WKU President Timothy Caboni met guests and presented awards to artists at the Kentucky Museum, which received dozens of community members to recognize outstanding art pieces.
The museum hosted the Abound Credit Union Celebration of the Arts, Friday, which featured 155 submissions from local artists, including 32 from WKU students.
“Shows like this help artists grow in profound ways,” Kentucky Museum Director Brent Björkman said. “As part of this show, artists share the creativity within themselves… these innovative works inspire us to think in deep ways about the diverse mediums and the message or messages they embody.”
Caboni spoke on the importance he believes art education holds, not just in shaping a complete university experience, but for creating a good life.
“As I will say to everyone, I don’t want to hire or produce an engineer that’s never taken an art class, because they’re symbiotic, right?” Caboni said. “We are a university, and we want to create well-educated, well-rounded people for society.”
Senior Molly Phelps won second place in the mixed media category for her piece, “My Natural Dreamscape.” Phelps said she wanted to incorporate media and techniques from as many classes as she could in a piece she said was personally very meaningful.
Her piece featured a painted self-portrait, which she said drew from anatomy and figure studies, decorated elaborately with woven fiber, wire beading and screen-printed bugs that she drew and painted. Phelps said the rungs that framed the piece’s different sections were sticks she found in the park, and that the moths were inspired by Vincent Van Gogh’s Great Peacock Moth.
“I’ve always felt moths are overshadowed by butterflies,” Phelps said. “If I can imagine myself in the most beautiful world ever, it would be surrounded by adorable little frogs and moths just covering me in this gorgeous, colorful world.”
The submissions were broken into ten categories: ceramics and glass; digital art/graphic design, drawing/illustration, fiber arts, mixed media, painting, photography, printmaking, sculpture and watercolor.
Alongside the many student submissions, there were a number of submissions from WKU faculty.
Björkman said he sees the museum and such events as important avenues to engage visitors with the museum and to connect them with WKU. The museum offers opportunities to learn about art, history and culture from Kentucky and beyond.
“We see ourselves as a town-gown bridge,” Björkman said of the museum.
Björkman also said around 23% of WKU students visit the museum as part of a dedicated class visit.
“One of the things I’m most proud of as an institution is how we embrace and celebrate the arts, and this is a great way to do it,” Caboni said.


# TASK DETAILS:
Once the images are set aside, return every entry exactly.
### MATERIAL SHOWN ###
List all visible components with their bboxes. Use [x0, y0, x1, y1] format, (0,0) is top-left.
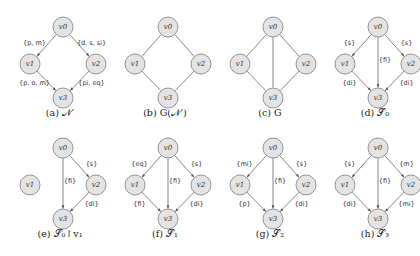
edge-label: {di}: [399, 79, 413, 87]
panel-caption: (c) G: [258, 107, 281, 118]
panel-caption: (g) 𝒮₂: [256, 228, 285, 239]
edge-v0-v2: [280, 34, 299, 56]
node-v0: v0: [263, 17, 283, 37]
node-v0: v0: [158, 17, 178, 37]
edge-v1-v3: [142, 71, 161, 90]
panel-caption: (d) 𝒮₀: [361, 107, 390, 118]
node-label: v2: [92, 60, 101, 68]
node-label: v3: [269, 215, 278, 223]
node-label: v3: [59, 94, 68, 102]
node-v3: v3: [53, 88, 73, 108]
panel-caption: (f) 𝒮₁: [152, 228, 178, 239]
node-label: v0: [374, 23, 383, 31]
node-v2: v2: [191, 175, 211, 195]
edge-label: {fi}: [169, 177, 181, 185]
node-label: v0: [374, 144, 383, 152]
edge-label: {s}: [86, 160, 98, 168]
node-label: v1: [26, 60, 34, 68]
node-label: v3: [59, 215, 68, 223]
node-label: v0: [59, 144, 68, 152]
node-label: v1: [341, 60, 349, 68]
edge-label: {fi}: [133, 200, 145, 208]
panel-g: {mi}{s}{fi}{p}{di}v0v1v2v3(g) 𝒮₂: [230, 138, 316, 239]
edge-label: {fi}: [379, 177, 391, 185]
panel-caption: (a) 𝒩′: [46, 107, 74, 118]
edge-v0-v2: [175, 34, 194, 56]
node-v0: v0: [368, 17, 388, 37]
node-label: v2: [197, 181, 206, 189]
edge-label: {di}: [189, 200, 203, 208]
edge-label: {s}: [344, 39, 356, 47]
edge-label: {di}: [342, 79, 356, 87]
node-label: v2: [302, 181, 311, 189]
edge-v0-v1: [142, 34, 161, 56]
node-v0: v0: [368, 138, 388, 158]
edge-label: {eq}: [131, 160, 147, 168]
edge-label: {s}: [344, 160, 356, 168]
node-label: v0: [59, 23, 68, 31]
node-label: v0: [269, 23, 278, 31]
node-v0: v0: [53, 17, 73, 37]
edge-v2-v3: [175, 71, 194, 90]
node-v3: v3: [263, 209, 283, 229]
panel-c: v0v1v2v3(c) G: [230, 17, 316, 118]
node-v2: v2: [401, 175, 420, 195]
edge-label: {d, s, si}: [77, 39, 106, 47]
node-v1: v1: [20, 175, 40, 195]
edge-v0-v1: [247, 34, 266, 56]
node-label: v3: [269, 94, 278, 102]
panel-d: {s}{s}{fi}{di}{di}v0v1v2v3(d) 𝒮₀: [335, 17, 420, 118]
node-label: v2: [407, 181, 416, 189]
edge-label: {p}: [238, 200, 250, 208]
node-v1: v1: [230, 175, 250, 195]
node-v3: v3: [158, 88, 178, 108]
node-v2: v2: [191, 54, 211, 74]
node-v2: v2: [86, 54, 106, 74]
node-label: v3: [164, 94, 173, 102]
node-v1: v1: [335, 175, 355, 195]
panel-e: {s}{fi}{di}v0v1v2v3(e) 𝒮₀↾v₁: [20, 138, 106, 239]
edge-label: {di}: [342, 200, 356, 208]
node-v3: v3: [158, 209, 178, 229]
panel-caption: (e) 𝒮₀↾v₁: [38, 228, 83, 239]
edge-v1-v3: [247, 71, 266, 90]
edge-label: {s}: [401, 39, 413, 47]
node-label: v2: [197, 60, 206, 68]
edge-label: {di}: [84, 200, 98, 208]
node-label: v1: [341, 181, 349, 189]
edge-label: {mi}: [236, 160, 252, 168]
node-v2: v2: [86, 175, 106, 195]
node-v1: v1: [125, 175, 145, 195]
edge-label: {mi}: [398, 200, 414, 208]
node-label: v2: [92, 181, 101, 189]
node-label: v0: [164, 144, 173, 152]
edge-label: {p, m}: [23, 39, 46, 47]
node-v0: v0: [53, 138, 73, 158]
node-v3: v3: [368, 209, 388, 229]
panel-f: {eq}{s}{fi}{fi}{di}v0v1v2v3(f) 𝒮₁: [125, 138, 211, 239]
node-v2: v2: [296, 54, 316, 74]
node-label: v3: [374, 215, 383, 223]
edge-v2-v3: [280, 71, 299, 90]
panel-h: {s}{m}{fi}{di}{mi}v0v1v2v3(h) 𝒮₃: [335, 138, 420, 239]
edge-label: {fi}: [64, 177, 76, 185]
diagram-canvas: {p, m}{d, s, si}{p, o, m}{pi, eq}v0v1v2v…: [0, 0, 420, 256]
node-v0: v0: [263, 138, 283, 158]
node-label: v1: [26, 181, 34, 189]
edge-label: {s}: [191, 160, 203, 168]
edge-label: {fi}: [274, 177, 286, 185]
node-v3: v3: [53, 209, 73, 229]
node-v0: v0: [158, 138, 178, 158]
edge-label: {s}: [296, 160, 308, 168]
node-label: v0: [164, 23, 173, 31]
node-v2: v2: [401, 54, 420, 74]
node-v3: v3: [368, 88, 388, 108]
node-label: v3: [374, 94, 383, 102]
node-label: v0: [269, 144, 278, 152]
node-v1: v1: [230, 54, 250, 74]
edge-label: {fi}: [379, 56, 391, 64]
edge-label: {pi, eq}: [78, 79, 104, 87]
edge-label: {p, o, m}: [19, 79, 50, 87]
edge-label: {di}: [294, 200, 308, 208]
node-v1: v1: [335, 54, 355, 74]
###
# EXERCISE OUTPUT:
List all visible components with their bboxes. Use [x0, y0, x1, y1] format, (0,0) is top-left.
edge-label: {di}: [399, 79, 413, 87]
panel-caption: (c) G: [258, 107, 281, 118]
panel-caption: (g) 𝒮₂: [256, 228, 285, 239]
edge-v0-v2: [280, 34, 299, 56]
node-v0: v0: [263, 17, 283, 37]
node-v0: v0: [158, 17, 178, 37]
edge-v1-v3: [142, 71, 161, 90]
panel-caption: (d) 𝒮₀: [361, 107, 390, 118]
node-label: v2: [92, 60, 101, 68]
node-label: v3: [269, 215, 278, 223]
node-label: v3: [59, 94, 68, 102]
node-v3: v3: [53, 88, 73, 108]
panel-caption: (f) 𝒮₁: [152, 228, 178, 239]
node-label: v0: [374, 23, 383, 31]
node-v2: v2: [191, 175, 211, 195]
edge-label: {fi}: [169, 177, 181, 185]
node-label: v0: [374, 144, 383, 152]
edge-label: {s}: [86, 160, 98, 168]
node-label: v1: [26, 60, 34, 68]
node-label: v3: [59, 215, 68, 223]
node-label: v0: [59, 144, 68, 152]
node-label: v1: [341, 60, 349, 68]
edge-label: {fi}: [133, 200, 145, 208]
panel-g: {mi}{s}{fi}{p}{di}v0v1v2v3(g) 𝒮₂: [230, 138, 316, 239]
edge-label: {fi}: [379, 177, 391, 185]
panel-caption: (a) 𝒩′: [46, 107, 74, 118]
edge-v0-v2: [175, 34, 194, 56]
node-v0: v0: [368, 17, 388, 37]
node-label: v2: [197, 181, 206, 189]
edge-label: {di}: [189, 200, 203, 208]
edge-label: {s}: [344, 39, 356, 47]
edge-label: {di}: [342, 79, 356, 87]
node-label: v2: [302, 181, 311, 189]
edge-v0-v1: [142, 34, 161, 56]
node-v0: v0: [368, 138, 388, 158]
edge-label: {eq}: [131, 160, 147, 168]
edge-label: {s}: [344, 160, 356, 168]
node-label: v0: [59, 23, 68, 31]
node-label: v0: [269, 23, 278, 31]
node-v0: v0: [53, 17, 73, 37]
edge-v2-v3: [175, 71, 194, 90]
node-v3: v3: [263, 209, 283, 229]
panel-c: v0v1v2v3(c) G: [230, 17, 316, 118]
node-v2: v2: [401, 175, 420, 195]
edge-label: {d, s, si}: [77, 39, 106, 47]
node-v1: v1: [20, 175, 40, 195]
edge-v0-v1: [247, 34, 266, 56]
node-label: v3: [269, 94, 278, 102]
panel-d: {s}{s}{fi}{di}{di}v0v1v2v3(d) 𝒮₀: [335, 17, 420, 118]
node-label: v2: [407, 181, 416, 189]
edge-label: {p}: [238, 200, 250, 208]
node-v1: v1: [230, 175, 250, 195]
node-v3: v3: [158, 88, 178, 108]
node-v2: v2: [191, 54, 211, 74]
node-v2: v2: [86, 54, 106, 74]
node-label: v3: [164, 94, 173, 102]
node-v1: v1: [335, 175, 355, 195]
panel-e: {s}{fi}{di}v0v1v2v3(e) 𝒮₀↾v₁: [20, 138, 106, 239]
edge-label: {di}: [342, 200, 356, 208]
node-v3: v3: [158, 209, 178, 229]
panel-caption: (e) 𝒮₀↾v₁: [38, 228, 83, 239]
edge-v1-v3: [247, 71, 266, 90]
edge-label: {s}: [401, 39, 413, 47]
node-label: v2: [197, 60, 206, 68]
edge-label: {di}: [84, 200, 98, 208]
node-label: v1: [341, 181, 349, 189]
edge-label: {mi}: [236, 160, 252, 168]
node-v2: v2: [86, 175, 106, 195]
node-v1: v1: [125, 175, 145, 195]
edge-label: {mi}: [398, 200, 414, 208]
node-label: v2: [92, 181, 101, 189]
node-label: v0: [164, 144, 173, 152]
edge-label: {p, m}: [23, 39, 46, 47]
node-v0: v0: [53, 138, 73, 158]
node-v3: v3: [368, 209, 388, 229]
panel-f: {eq}{s}{fi}{fi}{di}v0v1v2v3(f) 𝒮₁: [125, 138, 211, 239]
node-v2: v2: [296, 54, 316, 74]
node-label: v3: [374, 215, 383, 223]
edge-v2-v3: [280, 71, 299, 90]
panel-h: {s}{m}{fi}{di}{mi}v0v1v2v3(h) 𝒮₃: [335, 138, 420, 239]
edge-label: {fi}: [64, 177, 76, 185]
diagram-canvas: {p, m}{d, s, si}{p, o, m}{pi, eq}v0v1v2v…: [0, 0, 420, 256]
node-v0: v0: [263, 138, 283, 158]
node-label: v1: [26, 181, 34, 189]
edge-label: {s}: [191, 160, 203, 168]
edge-label: {fi}: [274, 177, 286, 185]
node-v3: v3: [53, 209, 73, 229]
node-v0: v0: [158, 138, 178, 158]
edge-label: {s}: [296, 160, 308, 168]
node-label: v0: [164, 23, 173, 31]
node-v2: v2: [401, 54, 420, 74]
node-v3: v3: [368, 88, 388, 108]
node-label: v3: [374, 94, 383, 102]
node-label: v0: [269, 144, 278, 152]
node-v1: v1: [230, 54, 250, 74]
edge-label: {fi}: [379, 56, 391, 64]
edge-label: {pi, eq}: [78, 79, 104, 87]
edge-label: {p, o, m}: [19, 79, 50, 87]
edge-label: {di}: [294, 200, 308, 208]
node-v1: v1: [335, 54, 355, 74]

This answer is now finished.